When Yuliya Yaroshchuk learned that she needed a U.S.-based sponsor to bring her mother out of war-torn Ukraine to join her in Tampa, she immediately thought of her boss, acclaimed chef BT Nguyen.
“Because I know her story and I know that without hesitation she will help me,” said Yaroshchuk, 28, who has worked for the past two years as a server at all three of Nguyen’s South Tampa-based restaurants.
What You Need To Know
- The Biden administration unveiled their Uniting for Ukraine program in April
- The program has allowed more than 23,000 Ukrainian nationals to come to the U.S.
- BT Nguyen, who fled Vietnam as a 13-year-old refugee in 1975, has been an acclaimed chef in Tampa for decades
Nguyen escaped South Vietnam as a 13-year-old refugee in 1975 and made it to the U.S. after Saigon fell to the North Vietnamese communist government.
“I had no hesitation,” Nguyen said when asked by Yaroshchuk if she would act as her sponsor. “There was no question.”
Nguyen’s sponsorship will now allow Yaroshchuk’s mother to come to the U.S. in the next few weeks, via the Biden administration’s “Uniting for Ukraine” program, which was announced on April 21. The program provides a pathway for Ukrainian citizens and their immediate family members to come to the U.S. and stay for a 2-year period, if they can find someone in the U.S. who agrees to provide them with financial support for the duration of their stay.
More than 23,000 Ukrainian nationals have arrived in the U.S. through the Uniting for Ukraine program, according to a spokesperson with U.S. Citizenship and Immigration Services. Officials say the agency has received more than 80,000 applications.
Nguyen said she wants to get the message out that people can do something for Ukrainians they know in the community.
“We can save so many lives and get them so many opportunities, just like my American family sponsored me in 1975,” she said. “That’s how I got to America and became an American citizen and have businesses and opportunities in America.”
At one point, nearly 7 million Ukrainians fled their homes following Russia’s invasion in late February, according to the United Nations. More recent reporting shows that approximately a third of those have since returned to Ukraine.
Yaroshchuk and her partner have lived in Tampa for nearly four years now, and she says she loves the area. Yet as the war in Ukraine heads into its sixth month, she remains deeply concerned about her home country and fears that Americans and others around the globe will stop paying attention to the very human tragedy that continues to unfold every day in Ukraine.
“When I see some people don’t even know what’s going on — they think that it’s almost over — I mean, it upsets me,” she said. "Some places in Ukraine are completely destroyed. Completely — like there is nothing. So we have to do something, and people have to be involved, because we need help.”
Yaroshchuk said that if people want to help out the Ukrainian military in their efforts against the Russians, they can donate via the Come Back Alive Foundation.
Yaroshchuk’s father remains in Ukraine — all men aged 18-60 have been prohibited from leaving the country since the war began.
“This is a terrible war, with people dying and suffering over there,” Nguyen said. “People forget how lucky we are to live in America — to have to live day to day and to forget that there are human beings in another country who are suffering — and I can’t forget that.”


- _WHAT YOU HAVE TO DO_
Lines with the word "opponens" in them must be copied from the records below.

- _DATA TO PROCESS_
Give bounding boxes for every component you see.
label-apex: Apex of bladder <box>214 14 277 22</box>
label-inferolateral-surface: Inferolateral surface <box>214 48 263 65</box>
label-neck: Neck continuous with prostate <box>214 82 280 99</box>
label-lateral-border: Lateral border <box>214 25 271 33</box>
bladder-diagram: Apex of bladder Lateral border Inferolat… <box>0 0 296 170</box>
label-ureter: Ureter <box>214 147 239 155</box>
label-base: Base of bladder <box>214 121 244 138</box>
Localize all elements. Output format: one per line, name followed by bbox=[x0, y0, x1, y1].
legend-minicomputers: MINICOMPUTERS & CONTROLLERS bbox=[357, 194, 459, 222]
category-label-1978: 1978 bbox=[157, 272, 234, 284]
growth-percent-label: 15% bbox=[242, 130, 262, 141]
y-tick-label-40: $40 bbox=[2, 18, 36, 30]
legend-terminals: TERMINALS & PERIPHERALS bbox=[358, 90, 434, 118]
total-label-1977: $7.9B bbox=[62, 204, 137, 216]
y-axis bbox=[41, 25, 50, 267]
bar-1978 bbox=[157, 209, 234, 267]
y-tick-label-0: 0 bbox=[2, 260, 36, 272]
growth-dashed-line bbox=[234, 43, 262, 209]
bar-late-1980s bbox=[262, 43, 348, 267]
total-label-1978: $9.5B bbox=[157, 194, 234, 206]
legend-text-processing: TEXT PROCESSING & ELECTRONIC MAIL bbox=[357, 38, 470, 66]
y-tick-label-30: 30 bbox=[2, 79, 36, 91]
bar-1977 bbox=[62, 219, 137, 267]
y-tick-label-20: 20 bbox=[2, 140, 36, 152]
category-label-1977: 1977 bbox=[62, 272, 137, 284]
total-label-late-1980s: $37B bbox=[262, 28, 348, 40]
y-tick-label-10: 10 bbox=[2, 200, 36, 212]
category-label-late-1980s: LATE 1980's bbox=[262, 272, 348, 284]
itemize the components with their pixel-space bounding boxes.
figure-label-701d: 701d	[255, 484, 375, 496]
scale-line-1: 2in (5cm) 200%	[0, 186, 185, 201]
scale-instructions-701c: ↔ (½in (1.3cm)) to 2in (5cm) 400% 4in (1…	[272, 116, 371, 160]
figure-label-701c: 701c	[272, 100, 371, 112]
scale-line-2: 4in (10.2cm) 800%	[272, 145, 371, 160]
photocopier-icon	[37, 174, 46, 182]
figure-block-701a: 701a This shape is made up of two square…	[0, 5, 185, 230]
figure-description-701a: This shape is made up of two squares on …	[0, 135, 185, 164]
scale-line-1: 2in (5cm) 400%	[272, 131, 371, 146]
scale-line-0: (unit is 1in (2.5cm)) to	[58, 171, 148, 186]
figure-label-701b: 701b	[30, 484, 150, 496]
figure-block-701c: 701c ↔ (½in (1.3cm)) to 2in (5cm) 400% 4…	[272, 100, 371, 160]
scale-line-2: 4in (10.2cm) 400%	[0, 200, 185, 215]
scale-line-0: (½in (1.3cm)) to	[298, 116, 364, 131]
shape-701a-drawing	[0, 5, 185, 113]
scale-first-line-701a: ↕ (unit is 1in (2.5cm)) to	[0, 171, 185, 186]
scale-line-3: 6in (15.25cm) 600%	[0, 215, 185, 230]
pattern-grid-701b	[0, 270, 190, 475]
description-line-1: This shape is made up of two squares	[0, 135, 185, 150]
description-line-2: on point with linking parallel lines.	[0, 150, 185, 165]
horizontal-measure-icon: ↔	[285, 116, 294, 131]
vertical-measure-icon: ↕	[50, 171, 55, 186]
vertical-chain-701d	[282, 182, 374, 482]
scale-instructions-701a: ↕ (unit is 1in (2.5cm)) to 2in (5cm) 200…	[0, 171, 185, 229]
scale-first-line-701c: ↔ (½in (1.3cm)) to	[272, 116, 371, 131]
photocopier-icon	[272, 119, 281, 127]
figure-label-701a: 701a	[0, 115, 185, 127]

---

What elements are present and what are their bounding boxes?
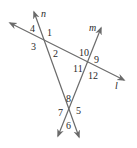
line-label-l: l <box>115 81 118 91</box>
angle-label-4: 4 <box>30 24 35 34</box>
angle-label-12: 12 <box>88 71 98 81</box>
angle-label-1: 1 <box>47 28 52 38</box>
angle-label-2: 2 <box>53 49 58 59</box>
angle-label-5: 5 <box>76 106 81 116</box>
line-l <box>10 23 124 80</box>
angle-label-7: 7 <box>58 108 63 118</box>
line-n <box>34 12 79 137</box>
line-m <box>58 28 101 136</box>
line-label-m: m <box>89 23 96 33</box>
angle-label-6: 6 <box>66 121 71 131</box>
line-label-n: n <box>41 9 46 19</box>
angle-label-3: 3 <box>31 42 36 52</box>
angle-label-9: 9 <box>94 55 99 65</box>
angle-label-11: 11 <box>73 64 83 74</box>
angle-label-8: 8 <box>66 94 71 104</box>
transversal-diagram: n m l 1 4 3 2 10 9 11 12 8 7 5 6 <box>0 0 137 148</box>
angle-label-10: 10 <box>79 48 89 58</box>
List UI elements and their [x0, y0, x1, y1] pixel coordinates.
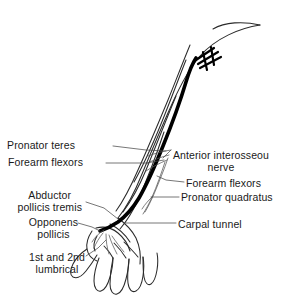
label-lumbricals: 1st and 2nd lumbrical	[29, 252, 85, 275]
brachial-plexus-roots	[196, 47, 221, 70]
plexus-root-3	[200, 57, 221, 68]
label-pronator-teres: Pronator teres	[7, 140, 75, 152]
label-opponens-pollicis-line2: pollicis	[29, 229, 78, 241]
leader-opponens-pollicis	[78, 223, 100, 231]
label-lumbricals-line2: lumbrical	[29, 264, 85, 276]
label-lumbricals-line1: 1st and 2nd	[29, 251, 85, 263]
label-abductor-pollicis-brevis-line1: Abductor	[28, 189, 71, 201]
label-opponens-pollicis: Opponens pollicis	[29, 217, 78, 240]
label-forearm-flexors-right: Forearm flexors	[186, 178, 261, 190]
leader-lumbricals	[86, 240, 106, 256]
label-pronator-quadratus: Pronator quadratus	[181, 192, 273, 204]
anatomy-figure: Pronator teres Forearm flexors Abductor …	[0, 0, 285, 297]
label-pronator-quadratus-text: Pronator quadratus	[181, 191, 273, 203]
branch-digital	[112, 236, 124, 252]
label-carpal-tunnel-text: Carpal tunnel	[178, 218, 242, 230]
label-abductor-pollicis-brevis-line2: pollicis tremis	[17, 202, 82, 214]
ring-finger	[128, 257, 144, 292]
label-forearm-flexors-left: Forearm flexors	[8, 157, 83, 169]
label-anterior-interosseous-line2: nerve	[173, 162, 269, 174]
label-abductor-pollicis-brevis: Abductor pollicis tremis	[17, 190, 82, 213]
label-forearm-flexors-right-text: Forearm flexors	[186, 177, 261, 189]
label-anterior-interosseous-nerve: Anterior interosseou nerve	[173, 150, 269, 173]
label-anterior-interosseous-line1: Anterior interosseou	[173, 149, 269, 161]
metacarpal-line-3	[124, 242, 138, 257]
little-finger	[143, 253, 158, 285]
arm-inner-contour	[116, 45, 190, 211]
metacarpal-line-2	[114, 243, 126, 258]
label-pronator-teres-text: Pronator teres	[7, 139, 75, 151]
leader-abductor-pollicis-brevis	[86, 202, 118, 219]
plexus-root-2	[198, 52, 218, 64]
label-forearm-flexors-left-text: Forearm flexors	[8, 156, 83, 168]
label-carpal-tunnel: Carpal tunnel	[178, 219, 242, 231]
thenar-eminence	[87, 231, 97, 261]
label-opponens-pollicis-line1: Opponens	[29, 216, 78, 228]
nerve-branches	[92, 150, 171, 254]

- _SOLVED PROBLEM_
label-opponens-pollicis-line2: pollicis	[29, 229, 78, 241]
leader-opponens-pollicis	[78, 223, 100, 231]
label-opponens-pollicis: Opponens pollicis	[29, 217, 78, 240]
label-opponens-pollicis-line1: Opponens	[29, 216, 78, 228]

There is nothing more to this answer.